Tuesday, August 21, 2012

Blow it up! Challenge yourself with crazy hypotheticals


... more extreme questions yield insight more quickly. I don’t think of this exercise as a brainstorming session. I think of it more like scorched earth but without all the physical carnage

Who am I? What am I about? Where am I going? What do I really want?

Questions like these explore the underbelly of our consciousness as we second guess our origins, personal decisions, and where we fit in the grand scheme. It is generally considered a healthy exercise to question one’s core understanding, to challenge one’s assumptions, and to reassess one’s value system.

We’re a little schizophrenic about how much questioning we can take. As a society and media consumer, we gravitate toward creativity and exploration while shunning rigidity and closed-mindedness, but we also tend to worship stability, consistency, security, and some degree of predictability.

The good news for us is that as imaginative beings, we have a wonderful capacity for conceptual experiments. We don’t actually have to send live animals into space in a box with a nuclear device in order to get the gist of Schrodinger’s cat. We can – without putting hand to stone – work through the ins and outs of most any scenario we can dream up. For example, I can imagine my life without my current wife, or what it might be like to have been born into serious money, or what my neighbors might say if I painted my house fluorescent pink. The ability to radically question and to think up extreme scenarios can be quite thought provoking, potentially leading one to make real life changes, but also often to affirm the value of a choice or life standard already in place.

The same could be said for business strategy. As with the individual, it is healthy for the organization to run through a similar set of questions as I presented in the top of the article, replacing “I” with “we”. The answers to these questions provide a framework for how we approach almost any challenge or situation that comes our way. Any good, thriving company already has a clear sense of identity and where it fits but the best companies are also adaptable and as the environment changes, reassess. Kentucky Fried Chicken is now KFC and KFC is a very different company in some ways than was Kentucky Fried Chicken. These sorts of strategic moves don’t have to come as a result of paying millions of dollars to a consulting agency, which is essentially going to perform this same exercise, afforded the luxury to harshly question operations in ways that organization members might fear will taint them in the eyes of peers and leaders.

Whether or not you choose to share your crazy thoughts with others, it is worth your time to examine these fundamental questions about identity and to also perform some mental acrobatics with regard to your organizational strategies. While the exercise may not lead to wholesale change, it will lead to considerations that may put you on a path toward the next important strategic or innovative move. It could be something really crazy like, what if I swapped my Finance team with my HR team? How would their approach to these alternative roles differ? It could be something more practical like, what would I do if tomorrow my budget was cut in half? Or, how would I meet this objective if I didn’t have this particular technology at my disposal?

While both the extreme and less-extreme questions provide value, I’d argue that the more extreme questions yield insight more quickly. I don’t think of this exercise as a brainstorming session. I think of it more like scorched earth but without all the physical carnage.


- _WORK REQUIRED_: Scan the entries below for the word "name" and copy every line where it turns up.

- _DATA FOR THIS TASK_:

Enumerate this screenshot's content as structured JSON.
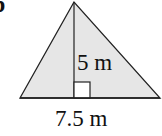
{
  "problem_label": "b",
  "figure": {
    "shape": "triangle",
    "fill_color": "#e6e6e6",
    "stroke_color": "#222222",
    "right_angle_marker_fill": "#ffffff",
    "height": {
      "value": 5,
      "unit": "m",
      "text": "5 m"
    },
    "base": {
      "value": 7.5,
      "unit": "m",
      "text": "7.5 m"
    }
  }
}
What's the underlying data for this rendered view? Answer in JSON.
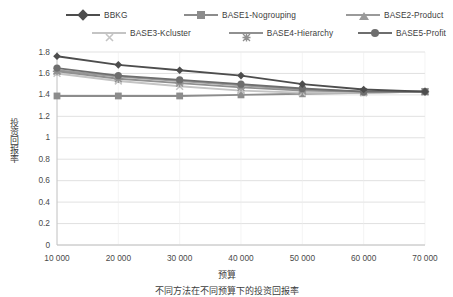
{
  "chart_data": {
    "type": "line",
    "title": "",
    "xlabel": "预算",
    "ylabel": "投资回报率",
    "categories": [
      "10 000",
      "20 000",
      "30 000",
      "40 000",
      "50 000",
      "60 000",
      "70 000"
    ],
    "x_numeric": [
      10000,
      20000,
      30000,
      40000,
      50000,
      60000,
      70000
    ],
    "ylim": [
      0,
      1.8
    ],
    "ytick_labels": [
      "0",
      "0.2",
      "0.4",
      "0.6",
      "0.8",
      "1",
      "1.2",
      "1.4",
      "1.6",
      "1.8"
    ],
    "ytick_values": [
      0,
      0.2,
      0.4,
      0.6,
      0.8,
      1.0,
      1.2,
      1.4,
      1.6,
      1.8
    ],
    "ystep": 0.2,
    "grid": "horizontal",
    "legend_position": "top",
    "series": [
      {
        "name": "BBKG",
        "marker": "diamond",
        "color": "#4d4d4d",
        "values": [
          1.76,
          1.68,
          1.63,
          1.58,
          1.5,
          1.45,
          1.43
        ]
      },
      {
        "name": "BASE1-Nogrouping",
        "marker": "square",
        "color": "#8c8c8c",
        "values": [
          1.39,
          1.39,
          1.39,
          1.4,
          1.41,
          1.42,
          1.43
        ]
      },
      {
        "name": "BASE2-Product",
        "marker": "triangle",
        "color": "#9a9a9a",
        "values": [
          1.63,
          1.57,
          1.53,
          1.49,
          1.45,
          1.43,
          1.43
        ]
      },
      {
        "name": "BASE3-Kcluster",
        "marker": "x",
        "color": "#c4c4c4",
        "values": [
          1.6,
          1.53,
          1.48,
          1.44,
          1.42,
          1.42,
          1.43
        ]
      },
      {
        "name": "BASE4-Hierarchy",
        "marker": "star",
        "color": "#909090",
        "values": [
          1.62,
          1.55,
          1.51,
          1.47,
          1.44,
          1.43,
          1.43
        ]
      },
      {
        "name": "BASE5-Profit",
        "marker": "circle",
        "color": "#6e6e6e",
        "values": [
          1.65,
          1.58,
          1.54,
          1.5,
          1.46,
          1.43,
          1.43
        ]
      }
    ]
  },
  "legend": {
    "row1": [
      "BBKG",
      "BASE1-Nogrouping",
      "BASE2-Product"
    ],
    "row2": [
      "BASE3-Kcluster",
      "BASE4-Hierarchy",
      "BASE5-Profit"
    ]
  },
  "caption": {
    "text": "不同方法在不同预算下的投资回报率"
  },
  "colors": {
    "grid": "#d9d9d9",
    "axis": "#bfbfbf",
    "text": "#3d3d3d",
    "background": "#ffffff"
  }
}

- _EXERCISE OUTPUT_:
        "name": "BBKG",
        "name": "BASE1-Nogrouping",
        "name": "BASE2-Product",
        "name": "BASE3-Kcluster",
        "name": "BASE4-Hierarchy",
        "name": "BASE5-Profit",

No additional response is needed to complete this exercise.